◆ **Your assignment**: Beginning with the line that contains "You are a GUI", copy each subsequent line of the data below through the last one, including both ends but not the pictures.

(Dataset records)

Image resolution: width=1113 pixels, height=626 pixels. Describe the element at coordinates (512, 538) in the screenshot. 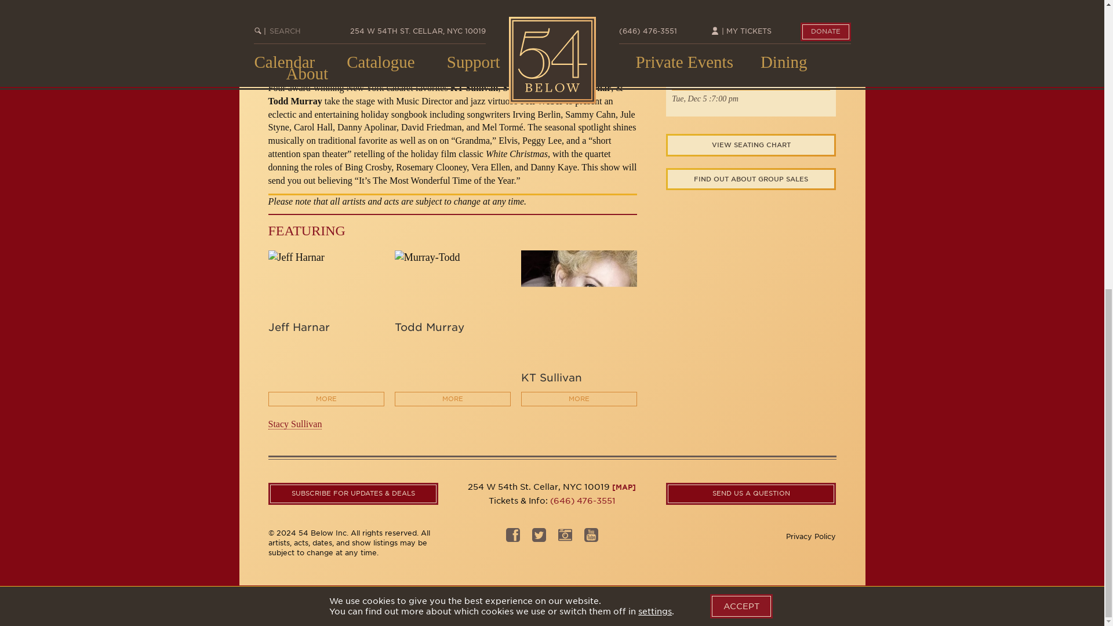

I see `54Below on Facebook` at that location.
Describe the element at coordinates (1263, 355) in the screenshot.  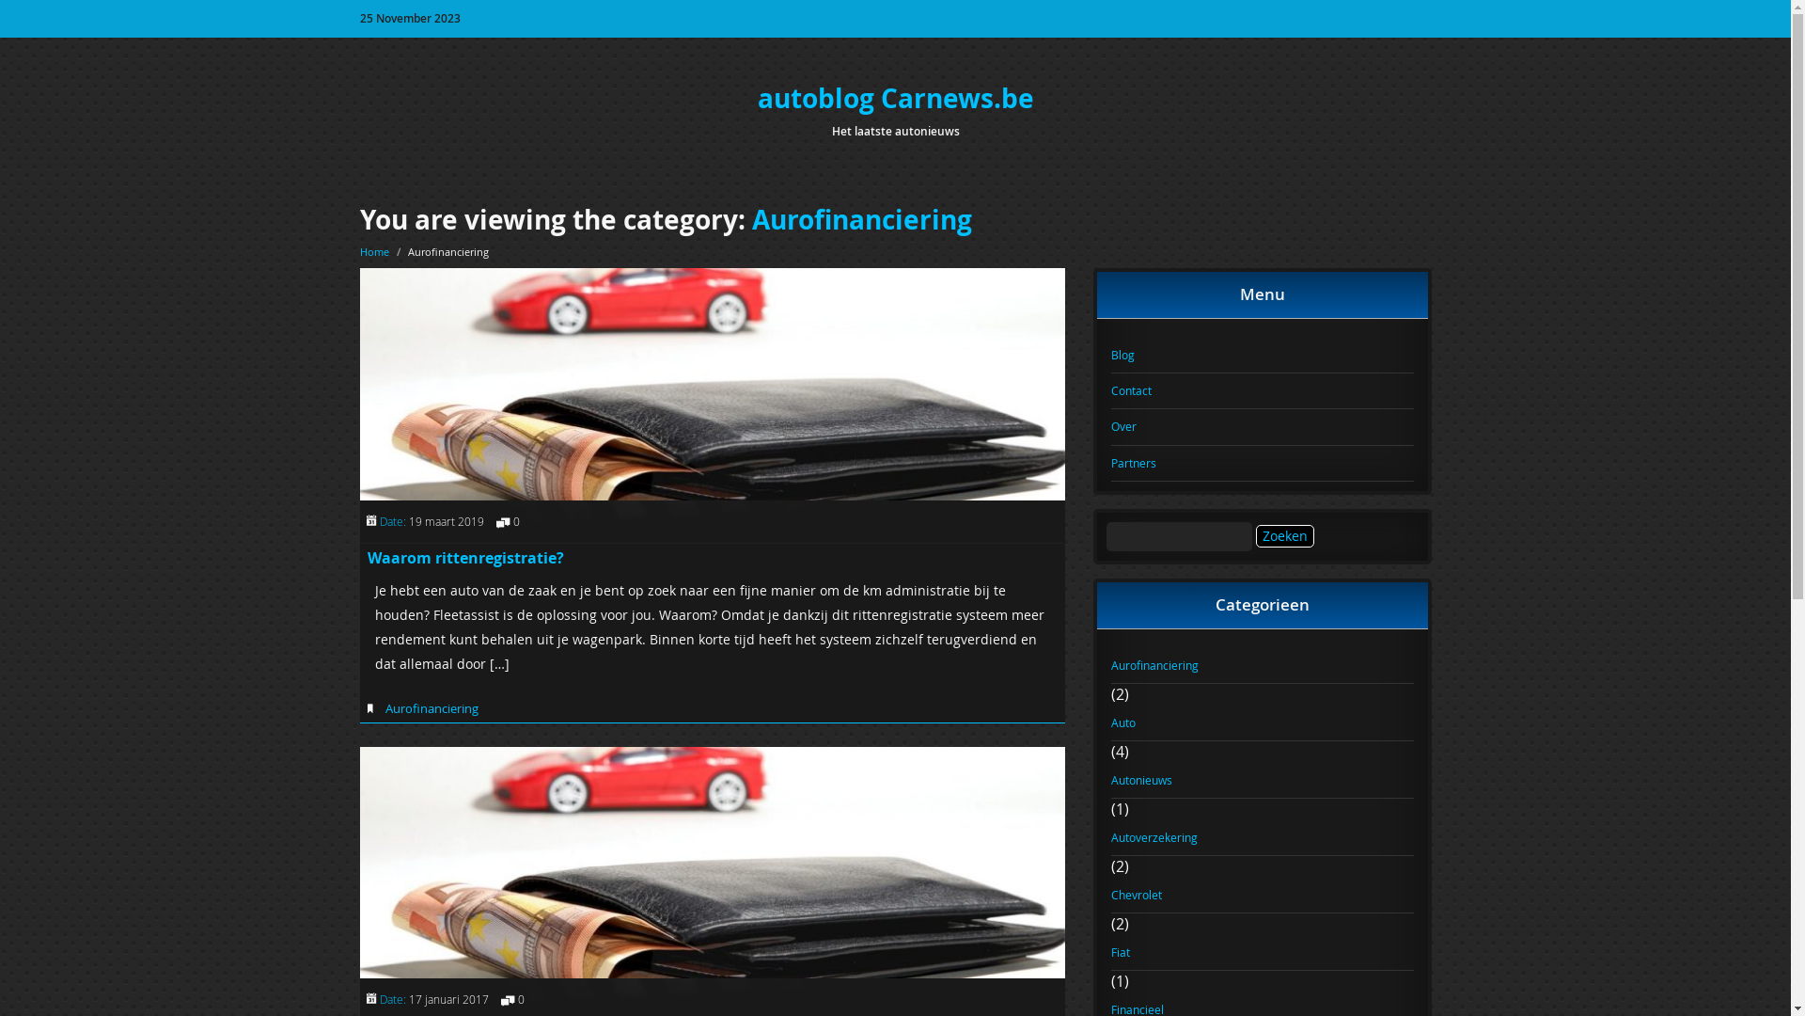
I see `Blog` at that location.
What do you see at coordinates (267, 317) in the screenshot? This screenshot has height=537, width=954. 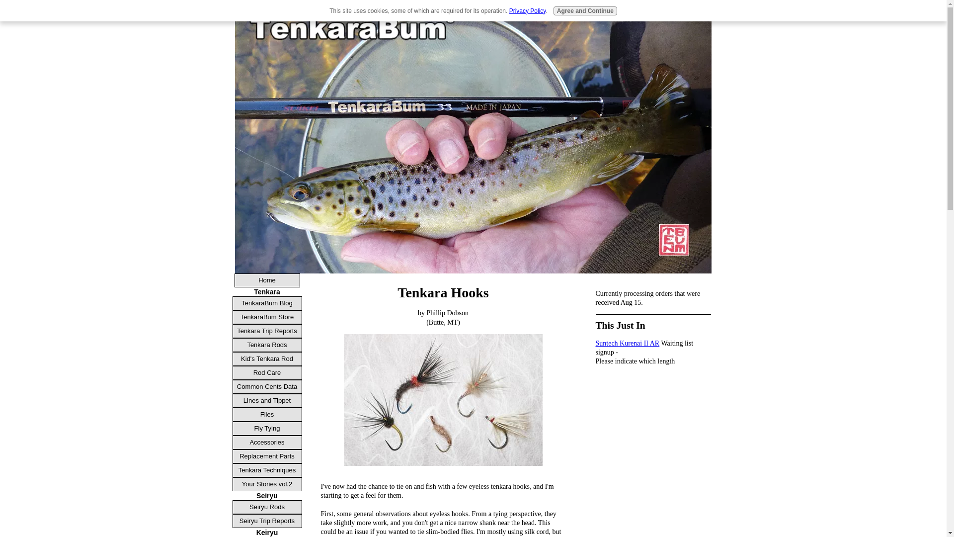 I see `TenkaraBum Store` at bounding box center [267, 317].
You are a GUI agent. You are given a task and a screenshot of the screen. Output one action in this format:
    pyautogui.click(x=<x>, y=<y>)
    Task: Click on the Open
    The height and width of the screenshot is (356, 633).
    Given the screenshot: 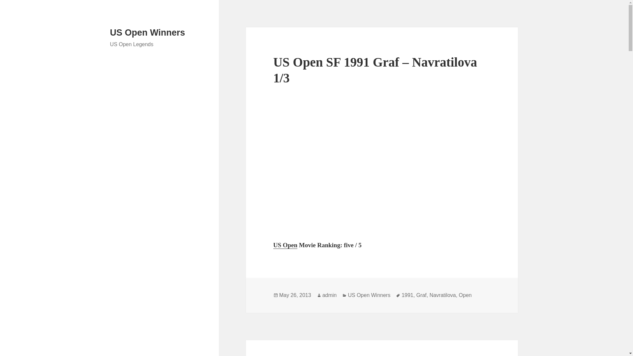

◆ **Answer to this problem**:
You are a GUI agent. You are given a task and a screenshot of the screen. Output one action in this format:
    pyautogui.click(x=<x>, y=<y>)
    Task: Click on the Open
    The height and width of the screenshot is (356, 633).
    Given the screenshot: 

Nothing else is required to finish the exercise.